One goal of the trip is to introduce the students to a field sampling site that they can return to throughout their careers.

"There’s no better way to understand a place or process than to go there and experience it first-hand,” Cavazos said. “The trip to Sapelo allowed me to do just that."

In addition to the marsh, the team also collected water samples from the ferry dock to learn about the Earth’s nitrogen cycle. Each summer, a unique bloom of microbes forms here, and the Glass lab wants to learn how they produce nitrous oxide, the potent greenhouse gas. Water below the dock was pumped into big jugs. Some water was filtered and quickly treated to preserve any genetic material, and then frozen in a giant container of liquid nitrogen that the team has brought with them. This will tell them what organisms are present. The unfiltered water will tell the scientists what nutrients these organisms are working with. Compared to the marsh, this part of their field work was a breeze.

“That was pretty mild field sampling,” Glass said. “We had a nice hard surface.”

Long days in the field under the South Georgia sun are capped with short nights back at the dorms. A quick shower, a couple of hours for dinner and conversation, and then eyes start to get heavy and people start to turn in just after 9pm.

Nights on Sapelo aren’t exactly quiet. There is very little car traffic on the island, and the hum of work carts around the research station dies down after sunset. But the bugs sing loudly at night, creating a soundtrack for Sapelo Island.

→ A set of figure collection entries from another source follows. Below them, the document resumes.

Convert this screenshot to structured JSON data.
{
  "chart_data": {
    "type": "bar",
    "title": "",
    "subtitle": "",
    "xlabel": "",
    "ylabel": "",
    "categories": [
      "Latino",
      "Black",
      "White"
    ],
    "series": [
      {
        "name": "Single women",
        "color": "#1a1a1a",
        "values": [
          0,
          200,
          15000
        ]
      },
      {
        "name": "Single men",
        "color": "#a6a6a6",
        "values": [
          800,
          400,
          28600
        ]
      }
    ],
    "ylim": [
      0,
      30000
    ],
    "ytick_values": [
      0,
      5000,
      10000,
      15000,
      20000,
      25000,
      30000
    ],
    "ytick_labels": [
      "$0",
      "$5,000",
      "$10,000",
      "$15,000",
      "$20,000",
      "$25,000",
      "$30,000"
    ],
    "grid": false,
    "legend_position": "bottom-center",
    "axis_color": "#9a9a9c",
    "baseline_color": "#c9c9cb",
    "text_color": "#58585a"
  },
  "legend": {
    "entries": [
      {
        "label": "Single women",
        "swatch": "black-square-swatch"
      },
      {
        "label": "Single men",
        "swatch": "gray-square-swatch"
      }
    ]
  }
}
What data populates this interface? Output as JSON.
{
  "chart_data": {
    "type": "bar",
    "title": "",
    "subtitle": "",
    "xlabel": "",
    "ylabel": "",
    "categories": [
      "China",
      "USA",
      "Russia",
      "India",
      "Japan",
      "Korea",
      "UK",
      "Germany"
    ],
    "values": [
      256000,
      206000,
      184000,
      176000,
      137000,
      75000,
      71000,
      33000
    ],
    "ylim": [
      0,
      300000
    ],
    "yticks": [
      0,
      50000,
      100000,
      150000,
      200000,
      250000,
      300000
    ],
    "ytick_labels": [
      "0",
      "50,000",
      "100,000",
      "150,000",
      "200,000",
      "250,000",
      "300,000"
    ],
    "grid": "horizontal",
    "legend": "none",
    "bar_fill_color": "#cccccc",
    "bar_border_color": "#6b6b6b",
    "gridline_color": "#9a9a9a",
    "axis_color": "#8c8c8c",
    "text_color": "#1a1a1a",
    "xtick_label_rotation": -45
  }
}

“It feels like we’re a thousand miles away from Atlanta,” Glass said.

A secluded path in the Sapelo woods. Credit: Brett Israel.

Back to the Marsh

Elbow deep in the mud, Chloe Stanton is fishing for the bottom of the core while Melissa Warren works a shovel down the other side.

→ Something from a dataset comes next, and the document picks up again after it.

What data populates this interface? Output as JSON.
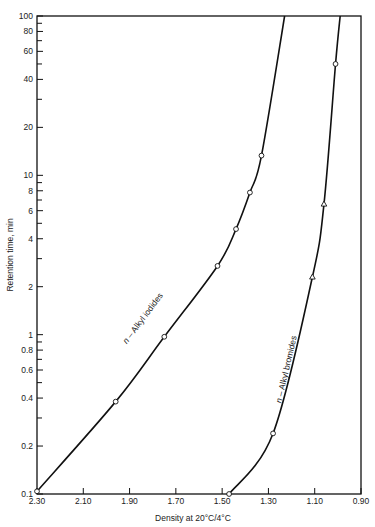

“I’ve found the bottom!” Stanton said.

She squats lower, and with one final heave yanks the core free from the mud to the cheers from the rest of her team. The core was free, but Stanton was stuck. She passed the sample off to Warren to carry it safely to solid ground, then began the slow process of pulling her feet from the mud’s grip.

"Being stuck in a salt marsh with a tube full of mud held high like a trophy is not a scenario I imagined I would find myself in, but it's times like these that make me so happy I do what I do," Warren said.

Next it was Amanda Cavazos’s turn. She ventured even farther into the marsh to find a different spot to pull a core. Solid ground was out of the question at this point.

“Oh, this is going to be fun,” Cavazos, sinking into the marsh as she prepared to hammer the pipe into the muck.

Stanton worked the shovel while Cavazos got her hands dirty. This time it was Cavazos who pulled the core from the mud and held it head-high to cheers.

The grunt work was now behind them, but their day was far from done. The cores were sealed and driven back to the lab. In a coordinated and precise effort, the team sliced the mud into pieces that were just a few inches thick. Then their work shifted indoors, to the UGAMI’s lab, where everyone grew quiet as they quickly worked to preserve porewater samples from the mud cores, careful to log which sample came from what location and what depth.

Hours in the field turned into hours in the lab as the sun set over the research station. On Sapelo Island, it’s easy to get lost in your work and lose track of time, especially when you’re covered in mud.

“Look at my watch,” Stanton said. It was caked in grime. “I was just thinking, ‘What time is it?’”

Slideshow: Georgia Tech Research Team in the Field

Slideshow: Sapelo Island Beauty

Credits

This research is supported by the NASA under grant number NNX14AJ87G. Any conclusions or opinions are those of the authors and do not necessarily represent the official views of the sponsoring agency.